Posted by Ken Farmer, Tuesday October 24 2006 @ 11:52AM EDT
HPCwire: This week, Silicon Valley startup PANTA Systems unveiled its new server platform called PANTAmatrix. It is an x86-based platform that represents one of the new breed of servers that focuses on I/O performance and SMP configurability. It allows users to dynamically allocate I/O and computational resources across the cluster. A single PANTAmatrix system can support up to 9,000 processors as well as petabytes of storage.
The PANTAmatrix platform is based on an 8U chassis containing a mixture of vertical-oriented blades (or modules). Up to four of these 8U enclosures can go into a single rack. The architecture employs an integrated InfiniBand fabric to connect compute nodes with a shared I/O infrastructure. A single chassis can support two InfiniBand switch modules and up to eight AMD Opteron-based compute modules. Two compute modules can be paired together dynamically via a HyperTransport interconnect to support larger SMP nodes. Since an Opteron module may contain either two or four sockets (containing dual-core processors), nodes can configured to be 4-way, 8-way, or 16-way. Each compute module can hold up to 64 GB of memory, so a maximum of 128 GB per SMP node is possible. Interconnect bandwidth is allocated independently of the SMP size, with up to 12 GB/sec of bandwidth provided to a single node.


_Problem details:_ Within the records that follow, find every line containing the string "movement". Copy those lines.

Figure dataset records
*** Block opens ***

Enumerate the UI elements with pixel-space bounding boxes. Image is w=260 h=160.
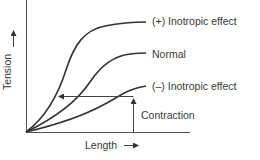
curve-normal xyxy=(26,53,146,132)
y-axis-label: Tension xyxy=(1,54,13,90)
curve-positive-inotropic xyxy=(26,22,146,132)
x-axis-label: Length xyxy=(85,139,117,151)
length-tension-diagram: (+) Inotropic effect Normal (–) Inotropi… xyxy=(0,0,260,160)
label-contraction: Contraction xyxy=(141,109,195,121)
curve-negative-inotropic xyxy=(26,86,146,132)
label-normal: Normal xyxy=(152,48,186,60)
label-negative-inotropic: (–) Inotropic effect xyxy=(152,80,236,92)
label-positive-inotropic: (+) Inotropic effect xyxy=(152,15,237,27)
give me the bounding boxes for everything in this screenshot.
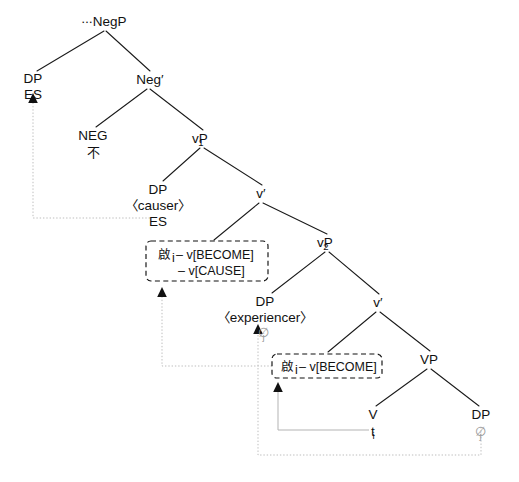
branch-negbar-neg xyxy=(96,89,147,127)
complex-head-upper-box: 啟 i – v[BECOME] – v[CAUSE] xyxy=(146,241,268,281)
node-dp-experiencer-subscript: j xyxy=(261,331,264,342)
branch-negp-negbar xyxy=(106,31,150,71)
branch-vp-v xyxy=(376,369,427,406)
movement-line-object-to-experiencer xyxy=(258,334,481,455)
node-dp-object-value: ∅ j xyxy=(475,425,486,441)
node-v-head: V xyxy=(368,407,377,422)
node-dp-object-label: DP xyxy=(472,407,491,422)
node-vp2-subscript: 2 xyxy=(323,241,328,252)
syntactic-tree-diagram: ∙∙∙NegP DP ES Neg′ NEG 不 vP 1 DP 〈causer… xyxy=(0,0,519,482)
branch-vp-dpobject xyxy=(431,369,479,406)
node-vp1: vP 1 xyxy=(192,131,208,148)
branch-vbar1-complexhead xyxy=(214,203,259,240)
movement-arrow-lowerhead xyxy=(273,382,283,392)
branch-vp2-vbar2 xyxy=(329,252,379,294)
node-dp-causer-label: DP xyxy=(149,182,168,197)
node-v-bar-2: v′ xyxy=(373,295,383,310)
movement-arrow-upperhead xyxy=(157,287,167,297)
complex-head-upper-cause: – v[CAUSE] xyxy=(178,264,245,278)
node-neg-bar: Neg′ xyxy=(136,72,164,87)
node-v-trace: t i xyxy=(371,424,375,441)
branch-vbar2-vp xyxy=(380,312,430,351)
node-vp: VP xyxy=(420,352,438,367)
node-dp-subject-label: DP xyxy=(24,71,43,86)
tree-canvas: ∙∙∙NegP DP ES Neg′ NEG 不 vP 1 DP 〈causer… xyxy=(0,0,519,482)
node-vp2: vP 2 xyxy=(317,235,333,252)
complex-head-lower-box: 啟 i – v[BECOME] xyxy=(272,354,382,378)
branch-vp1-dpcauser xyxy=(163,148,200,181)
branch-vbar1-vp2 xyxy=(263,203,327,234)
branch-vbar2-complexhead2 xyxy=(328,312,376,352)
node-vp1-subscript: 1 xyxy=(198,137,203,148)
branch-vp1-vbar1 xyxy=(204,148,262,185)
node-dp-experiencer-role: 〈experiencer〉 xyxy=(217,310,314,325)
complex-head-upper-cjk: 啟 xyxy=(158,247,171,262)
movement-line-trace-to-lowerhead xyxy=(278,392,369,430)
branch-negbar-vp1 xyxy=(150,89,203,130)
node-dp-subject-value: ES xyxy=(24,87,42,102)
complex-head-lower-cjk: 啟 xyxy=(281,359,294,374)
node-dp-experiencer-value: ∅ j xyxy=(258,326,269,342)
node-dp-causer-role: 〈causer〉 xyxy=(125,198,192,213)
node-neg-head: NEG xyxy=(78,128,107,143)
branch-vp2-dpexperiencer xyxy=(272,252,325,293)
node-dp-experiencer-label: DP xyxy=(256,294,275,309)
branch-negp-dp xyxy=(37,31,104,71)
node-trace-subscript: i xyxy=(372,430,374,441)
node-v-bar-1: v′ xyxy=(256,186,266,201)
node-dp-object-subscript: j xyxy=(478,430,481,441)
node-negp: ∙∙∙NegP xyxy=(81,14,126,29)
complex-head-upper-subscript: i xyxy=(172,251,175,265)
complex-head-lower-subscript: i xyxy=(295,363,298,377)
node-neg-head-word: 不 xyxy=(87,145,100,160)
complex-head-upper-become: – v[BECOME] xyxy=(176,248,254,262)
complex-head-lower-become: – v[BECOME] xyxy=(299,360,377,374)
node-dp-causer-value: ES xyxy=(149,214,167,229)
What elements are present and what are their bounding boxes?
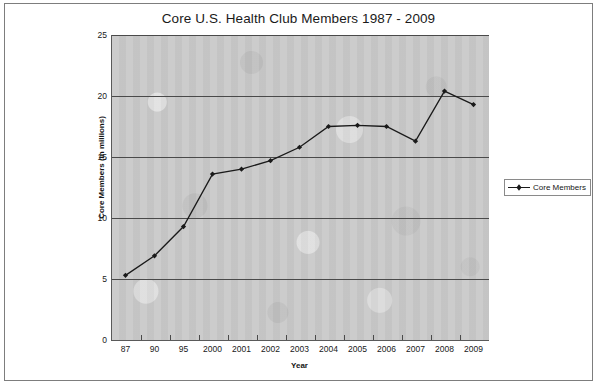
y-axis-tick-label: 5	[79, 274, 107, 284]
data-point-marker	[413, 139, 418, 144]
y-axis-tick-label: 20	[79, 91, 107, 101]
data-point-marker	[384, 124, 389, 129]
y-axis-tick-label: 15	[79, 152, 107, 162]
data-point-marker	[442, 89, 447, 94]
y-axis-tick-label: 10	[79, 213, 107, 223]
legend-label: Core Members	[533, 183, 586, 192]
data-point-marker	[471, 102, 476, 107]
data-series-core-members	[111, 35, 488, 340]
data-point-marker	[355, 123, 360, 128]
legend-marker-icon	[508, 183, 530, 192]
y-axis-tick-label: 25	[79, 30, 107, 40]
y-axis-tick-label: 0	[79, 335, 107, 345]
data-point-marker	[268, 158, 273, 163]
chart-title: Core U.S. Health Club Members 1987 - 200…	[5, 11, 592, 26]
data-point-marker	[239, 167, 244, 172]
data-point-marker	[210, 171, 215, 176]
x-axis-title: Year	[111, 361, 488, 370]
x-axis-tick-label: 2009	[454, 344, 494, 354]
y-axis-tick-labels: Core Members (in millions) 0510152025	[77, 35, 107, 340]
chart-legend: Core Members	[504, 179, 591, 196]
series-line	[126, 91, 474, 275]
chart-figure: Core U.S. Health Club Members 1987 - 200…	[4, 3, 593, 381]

*** Block closes ***

_Task result:_
movement-line-object-to-experiencer xyxy=(258,334,481,455)
movement-arrow-lowerhead xyxy=(273,382,283,392)
movement-arrow-upperhead xyxy=(157,287,167,297)
movement-line-trace-to-lowerhead xyxy=(278,392,369,430)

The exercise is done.